The incident has once again prompted calls in Georgia for
international observer missions in both regions, a proposal that
Tbilisi has been pushing in past months.

"Any uncontrolled territory represents dangers not only for the
country within which this territory lies, but for the international
community as a whole,” deputy Rurua said. "We believe this is a
crucial reason for the international community to take the resolution
of problems in the Tskhinvali region and in Abkhazia seriously."

Nuclear Safety Fears

The international community, however, seems more concerned about how
100 grams of nuclear-bomb grade uranium fell into the hands of a
50-year-old Russian trader, who specialized in fish and sausages.

Speaking today at the World Economic Forum in Davos, Switzerland,
International Atomic Energy Agency chief Muhammad el-Baradei
reiterated the urgency of joining forces in preventing rogue states
from obtaining material for nuclear weapons.

The incident is reminiscent of a similar case in 2003, when Georgian
border guards caught an Armenian man with about 170 grams of highly
enriched uranium. According to Georgia, the man said the uranium came
from the Siberian city of Novosibirsk, home to a major nuclear
complex.

A number of experts say Khinsagov, too, is likely to have obtained
uranium in Russia, where a nuclear black market emerged from the
chaos that followed the 1991 Soviet collapse.

Efforts To Be Safe

But Ivan Safranchuk, who heads the Moscow office of the U.S.-based
Center for Defense Information, says getting hold of highly enriched
uranium in Russia is not that easy.

"Over the past nine years, serious efforts have been made to improve
the system of physical protection and security of nuclear facilities,
both military and civilian. So in my opinion, obtaining nuclear
substances in Russia is extremely difficult. Today, if I were a
terrorist seeking nuclear substances, I would go to Pakistan, not
Russia," Safranchuk says.

Former Soviet countries have indeed taken steps towards boosting
nuclear security, often financed by the West.
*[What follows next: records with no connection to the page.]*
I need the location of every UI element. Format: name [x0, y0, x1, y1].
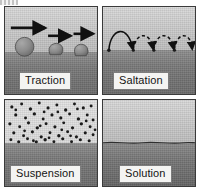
- grain-group: [15, 37, 88, 56]
- sediment-transport-figure: Traction: [0, 0, 200, 189]
- hop-arc-3: [154, 36, 174, 50]
- panel-label-suspension: Suspension: [10, 165, 81, 183]
- hop-arc-2: [133, 36, 153, 50]
- panel-saltation: Saltation: [102, 6, 196, 95]
- impact-grains: [107, 48, 176, 52]
- hop-arc-4: [174, 36, 192, 50]
- panel-suspension: Suspension: [4, 99, 98, 188]
- panel-grid: Traction: [4, 6, 196, 187]
- panel-label-solution: Solution: [119, 165, 172, 183]
- panel-label-traction: Traction: [19, 72, 71, 90]
- motion-arrows: [11, 28, 93, 36]
- scan-artifact: [0, 0, 18, 5]
- panel-traction: Traction: [4, 6, 98, 95]
- panel-label-saltation: Saltation: [113, 72, 169, 90]
- hop-arc-1: [109, 32, 132, 50]
- panel-solution: Solution: [102, 99, 196, 188]
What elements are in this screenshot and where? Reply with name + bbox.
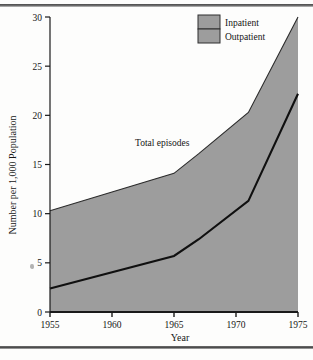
legend-label-inpatient: Inpatient xyxy=(225,18,259,28)
y-tick-label: 25 xyxy=(33,62,43,72)
y-tick-label: 0 xyxy=(37,308,42,318)
x-tick-label: 1970 xyxy=(227,320,246,330)
y-tick-label: 15 xyxy=(33,160,43,170)
x-tick-label: 1960 xyxy=(103,320,122,330)
x-axis-ticks: 19551960196519701975 xyxy=(41,312,308,330)
chart-plot-area: 051015202530 19551960196519701975 Number… xyxy=(0,0,313,346)
legend-swatch-outpatient xyxy=(198,29,220,43)
y-axis-label: Number per 1,000 Population xyxy=(7,116,18,235)
annotation-total-episodes: Total episodes xyxy=(135,138,190,148)
y-tick-label: 20 xyxy=(33,111,43,121)
chart-legend: Inpatient Outpatient xyxy=(198,15,265,43)
legend-label-outpatient: Outpatient xyxy=(225,32,265,42)
bottom-divider-rule xyxy=(0,346,313,349)
x-tick-label: 1965 xyxy=(165,320,184,330)
chart-svg: 051015202530 19551960196519701975 Number… xyxy=(0,0,313,346)
scan-artifact-mark xyxy=(30,264,34,269)
figure-container: 051015202530 19551960196519701975 Number… xyxy=(0,0,313,360)
y-tick-label: 30 xyxy=(33,13,43,23)
y-axis-ticks: 051015202530 xyxy=(33,13,51,318)
legend-swatch-inpatient xyxy=(198,15,220,29)
x-tick-label: 1955 xyxy=(41,320,60,330)
y-tick-label: 10 xyxy=(33,209,43,219)
x-tick-label: 1975 xyxy=(289,320,308,330)
x-axis-label: Year xyxy=(171,332,190,343)
y-tick-label: 5 xyxy=(37,258,42,268)
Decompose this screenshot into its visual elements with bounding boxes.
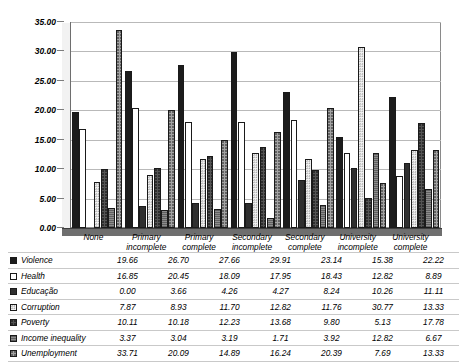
table-row: Income inequality3.373.043.191.713.9212.… [8,330,459,346]
bar-corruption-university-complete [411,150,418,228]
y-axis-tick-label: 35.00 [22,17,56,27]
bar-corruption-none [94,182,101,228]
legend-label: Poverty [21,317,49,327]
cell-poverty-primary-incomplete: 10.18 [153,315,204,331]
y-axis-tick-mark [57,50,64,51]
x-axis-label-line: Secondary [278,232,331,242]
bars-layer [71,22,441,228]
table-row: Poverty10.1110.1812.2313.689.805.1317.78 [8,315,459,331]
x-axis-label-primary-incomplete: Primaryincomplete [120,232,173,252]
x-axis-line [62,228,442,229]
bar-poverty-university-incomplete [365,198,372,228]
cell-corruption-university-complete: 13.33 [408,299,459,315]
bar-unemployment-secondary-complete [327,108,334,228]
y-axis-tick-mark [57,198,64,199]
x-axis-label-none: None [67,232,120,242]
cell-violence-secondary-complete: 23.14 [306,253,357,269]
y-axis-tick: 20.00 [18,105,56,115]
y-axis-tick-mark [57,80,64,81]
legend-swatch-health [10,273,17,280]
chart-figure: 35.0030.0025.0020.0015.0010.005.000.00 N… [0,0,467,364]
legend-swatch-violence [10,257,17,264]
bar-health-university-complete [396,176,403,228]
bar-income-inequality-secondary-complete [320,205,327,228]
table-body: Violence19.6626.7027.6629.9123.1415.3822… [8,253,459,362]
x-axis-label-line: University [384,232,437,242]
x-axis-label-line: complete [384,242,437,252]
table-row: Health16.8520.4518.0917.9518.4312.828.89 [8,268,459,284]
cell-health-secondary-complete: 18.43 [306,268,357,284]
bar-unemployment-primary-incomplete [168,110,175,228]
y-axis-tick: 10.00 [18,164,56,174]
y-axis-tick: 5.00 [18,194,56,204]
cell-health-university-complete: 8.89 [408,268,459,284]
bar-corruption-university-incomplete [358,47,365,228]
cell-unemployment-secondary-complete: 20.39 [306,346,357,362]
bar-unemployment-none [116,30,123,228]
bar-poverty-secondary-incomplete [260,147,267,228]
legend-entry-corruption: Corruption [8,299,102,315]
plot-region: 35.0030.0025.0020.0015.0010.005.000.00 N… [0,0,467,248]
bar-group-secondary-complete [283,22,334,228]
y-axis-tick-label: 30.00 [22,46,56,56]
y-axis-tick-label: 10.00 [22,164,56,174]
bar-violence-primary-incomplete [125,71,132,228]
bar-violence-secondary-incomplete [231,52,238,228]
bar-poverty-university-complete [418,123,425,228]
bar-violence-secondary-complete [283,92,290,228]
legend-swatch-unemployment [10,350,17,357]
cell-income-inequality-none: 3.37 [102,330,153,346]
table-row: Unemployment33.7120.0914.8916.2420.397.6… [8,346,459,362]
y-axis-tick: 25.00 [18,76,56,86]
x-axis-label-line: complete [278,242,331,252]
bar-poverty-none [101,169,108,229]
legend-label: Income inequality [21,333,86,343]
cell-violence-university-complete: 22.22 [408,253,459,269]
cell-corruption-secondary-incomplete: 12.82 [255,299,306,315]
bar-violence-primary-complete [178,65,185,228]
cell-corruption-primary-incomplete: 8.93 [153,299,204,315]
bar-income-inequality-university-complete [425,189,432,228]
cell-income-inequality-primary-incomplete: 3.04 [153,330,204,346]
legend-label: Educação [21,286,58,296]
cell-income-inequality-university-complete: 6.67 [408,330,459,346]
data-table: Violence19.6626.7027.6629.9123.1415.3822… [8,252,459,362]
x-axis-label-line: University [331,232,384,242]
bar-income-inequality-university-incomplete [373,153,380,228]
x-axis-label-line: Secondary [226,232,279,242]
legend-swatch-income-inequality [10,335,17,342]
bar-income-inequality-primary-incomplete [161,210,168,228]
chart-data-table: Violence19.6626.7027.6629.9123.1415.3822… [8,252,459,362]
bar-unemployment-university-incomplete [380,183,387,228]
y-axis-tick-label: 25.00 [22,76,56,86]
cell-corruption-none: 7.87 [102,299,153,315]
cell-income-inequality-secondary-complete: 3.92 [306,330,357,346]
bar-corruption-primary-complete [200,159,207,228]
bar-unemployment-primary-complete [221,140,228,228]
legend-label: Corruption [21,302,60,312]
y-axis-tick: 35.00 [18,17,56,27]
bar-income-inequality-none [108,208,115,228]
bar-corruption-secondary-incomplete [252,153,259,228]
legend-entry-educacao: Educação [8,284,102,300]
cell-violence-secondary-incomplete: 29.91 [255,253,306,269]
legend-label: Violence [21,255,53,265]
legend-swatch-poverty [10,319,17,326]
y-axis-tick-mark [57,139,64,140]
bar-income-inequality-secondary-incomplete [267,218,274,228]
bar-health-primary-incomplete [132,108,139,228]
y-axis-tick-label: 0.00 [22,223,56,233]
bar-group-university-complete [389,22,440,228]
cell-poverty-university-incomplete: 5.13 [357,315,408,331]
bar-group-primary-incomplete [125,22,176,228]
bar-educacao-primary-complete [192,203,199,228]
cell-violence-primary-complete: 27.66 [204,253,255,269]
bar-group-primary-complete [178,22,229,228]
cell-poverty-university-complete: 17.78 [408,315,459,331]
cell-poverty-none: 10.11 [102,315,153,331]
bar-health-primary-complete [185,122,192,228]
cell-violence-none: 19.66 [102,253,153,269]
bar-violence-none [72,112,79,228]
table-row: Violence19.6626.7027.6629.9123.1415.3822… [8,253,459,269]
bar-violence-university-incomplete [336,137,343,228]
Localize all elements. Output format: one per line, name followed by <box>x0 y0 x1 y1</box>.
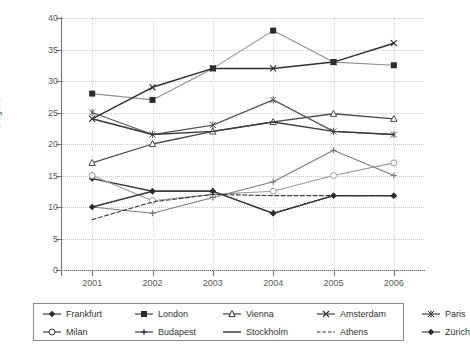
x-tick-label: 2006 <box>374 279 414 288</box>
legend-symbol-x-cross <box>316 309 336 319</box>
legend-item-budapest[interactable]: Budapest <box>134 323 222 341</box>
gridline-horizontal <box>62 270 424 271</box>
legend-item-label: Frankfurt <box>66 309 102 319</box>
legend-item-zürich[interactable]: Zürich <box>421 323 470 341</box>
legend-item-label: Stockholm <box>246 327 288 337</box>
series-layer <box>62 18 424 270</box>
legend-symbol-asterisk <box>421 309 441 319</box>
legend-symbol-filled-square <box>134 309 154 319</box>
legend-item-label: London <box>158 309 188 319</box>
legend-symbol-open-triangle <box>222 309 242 319</box>
chart-legend: FrankfurtLondonViennaAmsterdamParisMilan… <box>33 303 404 341</box>
x-tick-mark <box>213 271 214 276</box>
series-milan <box>89 160 397 204</box>
series-budapest <box>89 147 397 216</box>
legend-item-athens[interactable]: Athens <box>316 323 421 341</box>
legend-item-vienna[interactable]: Vienna <box>222 305 316 323</box>
y-axis-label: Degree <box>0 98 2 128</box>
x-tick-mark <box>394 271 395 276</box>
y-tick-label: 5 <box>32 235 58 244</box>
legend-symbol-plus <box>134 327 154 337</box>
series-london <box>89 28 397 103</box>
legend-item-label: Zürich <box>445 327 470 337</box>
legend-item-paris[interactable]: Paris <box>421 305 470 323</box>
y-tick-label: 0 <box>32 266 58 275</box>
legend-item-label: Athens <box>340 327 368 337</box>
legend-symbol-open-circle <box>42 327 62 337</box>
legend-grid: FrankfurtLondonViennaAmsterdamParisMilan… <box>34 304 403 341</box>
y-tick-label: 10 <box>32 203 58 212</box>
x-tick-label: 2001 <box>72 279 112 288</box>
legend-item-label: Paris <box>445 309 466 319</box>
legend-item-frankfurt[interactable]: Frankfurt <box>42 305 134 323</box>
x-tick-label: 2005 <box>314 279 354 288</box>
x-tick-label: 2004 <box>253 279 293 288</box>
legend-item-label: Vienna <box>246 309 274 319</box>
y-tick-label: 30 <box>32 77 58 86</box>
legend-item-label: Amsterdam <box>340 309 386 319</box>
x-tick-mark <box>92 271 93 276</box>
y-tick-label: 40 <box>32 14 58 23</box>
legend-symbol-none <box>222 327 242 337</box>
y-tick-label: 20 <box>32 140 58 149</box>
x-tick-mark <box>334 271 335 276</box>
y-tick-label: 25 <box>32 109 58 118</box>
legend-item-label: Milan <box>66 327 88 337</box>
x-tick-label: 2002 <box>133 279 173 288</box>
x-tick-mark <box>153 271 154 276</box>
legend-item-label: Budapest <box>158 327 196 337</box>
legend-item-london[interactable]: London <box>134 305 222 323</box>
legend-item-amsterdam[interactable]: Amsterdam <box>316 305 421 323</box>
x-tick-label: 2003 <box>193 279 233 288</box>
series-athens <box>92 194 394 219</box>
y-tick-label: 15 <box>32 172 58 181</box>
y-tick-label: 35 <box>32 46 58 55</box>
x-tick-mark <box>273 271 274 276</box>
plot-area: Degree 0510152025303540 2001200220032004… <box>0 0 439 296</box>
legend-symbol-filled-diamond <box>421 327 441 337</box>
series-amsterdam <box>89 40 397 122</box>
series-stockholm <box>92 119 394 135</box>
legend-symbol-dashed-line <box>316 327 336 337</box>
plot-canvas <box>62 18 424 270</box>
legend-item-stockholm[interactable]: Stockholm <box>222 323 316 341</box>
legend-symbol-small-filled-diamond <box>42 309 62 319</box>
legend-item-milan[interactable]: Milan <box>42 323 134 341</box>
x-tick-mark-origin <box>61 271 62 276</box>
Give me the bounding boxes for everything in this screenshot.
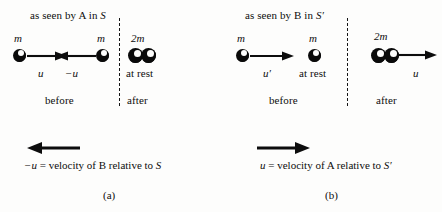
panel-b-after-label: after xyxy=(376,95,397,106)
panel-a-combined-ball-right xyxy=(141,48,156,63)
panel-a-right-ball-mass: m xyxy=(97,33,105,44)
panel-b-divider xyxy=(347,18,348,106)
panel-b-frame-velocity-caption: u = velocity of A relative to S′ xyxy=(260,159,392,171)
panel-b-left-ball xyxy=(236,49,249,62)
panel-a-frame-velocity-caption: −u = velocity of B relative to S xyxy=(24,159,161,171)
panel-a-frame-velocity-arrow xyxy=(27,142,80,154)
panel-a-combined-pair xyxy=(128,48,156,63)
panel-b-combined-ball-right xyxy=(384,48,399,63)
panel-b-left-ball-mass: m xyxy=(237,33,245,44)
panel-b-header-prefix: as seen by B in xyxy=(245,9,316,21)
panel-a-caption-frame: S xyxy=(156,159,162,171)
panel-b-combined-pair xyxy=(371,48,399,63)
panel-a-subfigure-label: (a) xyxy=(103,189,115,201)
physics-collision-figure: as seen by A in S m u m −u 2m xyxy=(0,0,442,212)
panel-b-header-frame: S′ xyxy=(316,9,324,21)
panel-a-header-prefix: as seen by A in xyxy=(30,9,100,21)
panel-a-caption-velocity: −u xyxy=(24,159,37,171)
panel-b-left-ball-velocity: u′ xyxy=(263,68,271,79)
panel-a-after-label: after xyxy=(127,95,148,106)
panel-b-combined-mass: 2m xyxy=(374,31,388,42)
panel-a: as seen by A in S m u m −u 2m xyxy=(0,0,221,212)
panel-a-left-ball-mass: m xyxy=(14,33,22,44)
panel-b: as seen by B in S′ m u′ m at rest 2m xyxy=(221,0,442,212)
panel-b-combined-velocity: u xyxy=(413,68,419,79)
panel-b-frame-velocity-arrow xyxy=(257,142,310,154)
panel-a-left-ball-velocity: u xyxy=(38,68,44,79)
panel-a-header-frame: S xyxy=(100,9,106,21)
panel-b-right-ball-state: at rest xyxy=(299,68,326,79)
panel-b-before-label: before xyxy=(269,95,298,106)
panel-a-combined-mass: 2m xyxy=(131,33,145,44)
panel-a-caption-text: = velocity of B relative to xyxy=(37,159,156,171)
panel-b-caption-frame: S′ xyxy=(384,159,392,171)
panel-a-header: as seen by A in S xyxy=(30,10,106,21)
panel-b-right-ball-mass: m xyxy=(309,33,317,44)
panel-a-before-label: before xyxy=(45,95,74,106)
panel-a-combined-state: at rest xyxy=(126,68,153,79)
panel-b-subfigure-label: (b) xyxy=(325,189,338,201)
panel-a-divider xyxy=(119,18,120,106)
panel-a-right-ball-arrow xyxy=(56,51,96,61)
panel-b-caption-text: = velocity of A relative to xyxy=(266,159,384,171)
panel-a-right-ball-velocity: −u xyxy=(65,68,78,79)
panel-a-left-ball xyxy=(13,49,26,62)
panel-b-combined-arrow xyxy=(399,50,437,60)
panel-a-right-ball xyxy=(96,49,109,62)
panel-b-header: as seen by B in S′ xyxy=(245,10,324,21)
panel-b-left-ball-arrow xyxy=(250,51,294,61)
panel-b-right-ball xyxy=(308,49,321,62)
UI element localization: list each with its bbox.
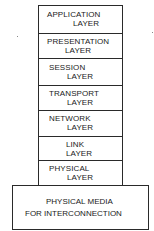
presentation-layer-box: PRESENTATION LAYER — [39, 34, 122, 59]
layer-label: LAYER — [65, 46, 91, 55]
base-subtitle: FOR INTERCONNECTION — [25, 209, 122, 219]
layer-name: SESSION — [49, 63, 85, 72]
transport-layer-box: TRANSPORT LAYER — [39, 86, 122, 111]
layer-label: LAYER — [66, 149, 92, 158]
network-layer-box: NETWORK LAYER — [39, 111, 122, 137]
layer-name: PRESENTATION — [47, 37, 109, 46]
link-layer-box: LINK LAYER — [39, 137, 122, 161]
layer-stack: APPLICATION LAYER PRESENTATION LAYER SES… — [38, 5, 123, 186]
layer-label: LAYER — [67, 98, 93, 107]
scan-speck — [17, 36, 18, 37]
layer-name: PHYSICAL — [49, 164, 89, 173]
layer-name: NETWORK — [49, 114, 91, 123]
session-layer-box: SESSION LAYER — [39, 59, 122, 86]
layer-label: LAYER — [73, 19, 99, 28]
layer-name: TRANSPORT — [49, 89, 99, 98]
layer-name: APPLICATION — [47, 10, 100, 19]
physical-layer-box: PHYSICAL LAYER — [39, 161, 122, 186]
layer-label: LAYER — [67, 72, 93, 81]
physical-media-box: PHYSICAL MEDIA FOR INTERCONNECTION — [12, 185, 149, 230]
application-layer-box: APPLICATION LAYER — [39, 6, 122, 34]
layer-name: LINK — [66, 140, 84, 149]
scan-speck — [152, 32, 153, 33]
layer-label: LAYER — [67, 173, 93, 182]
base-title: PHYSICAL MEDIA — [46, 197, 113, 207]
layer-label: LAYER — [67, 123, 93, 132]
Russia, in particular, says it is actively cooperating with other
nations, including the United States, to combat nuclear
proliferation.

But Vladimir Chuprov, the chief nuclear expert at Greenpeace’s
Russian office, says security at Russian nuclear facilities remains
deplorable.

"In Russia, the physical defense and security of radioactive material
doesn’t meet the required standards. In 2002, a group of Greenpeace
activists, together with journalists and a State Duma deputy, entered
without difficulties the territory of the national stockpile of
wasted nuclear fuel, climbed on the roof of the stockpile’s building
complex, shot photographs and videos, and quietly left. Nine months
later, the Federal Security Service repeated the same experience.
Nothing had changed," Chuprov says.

According to Chuprov, poor working conditions and rampant corruption
in Russia’s post-Soviet nuclear sector continue to provide a fertile
breeding ground for nuclear contraband.

The Khinsagov case is likely to put the state of Russia’s sprawling
nuclear stockpiles back into the spotlight once again.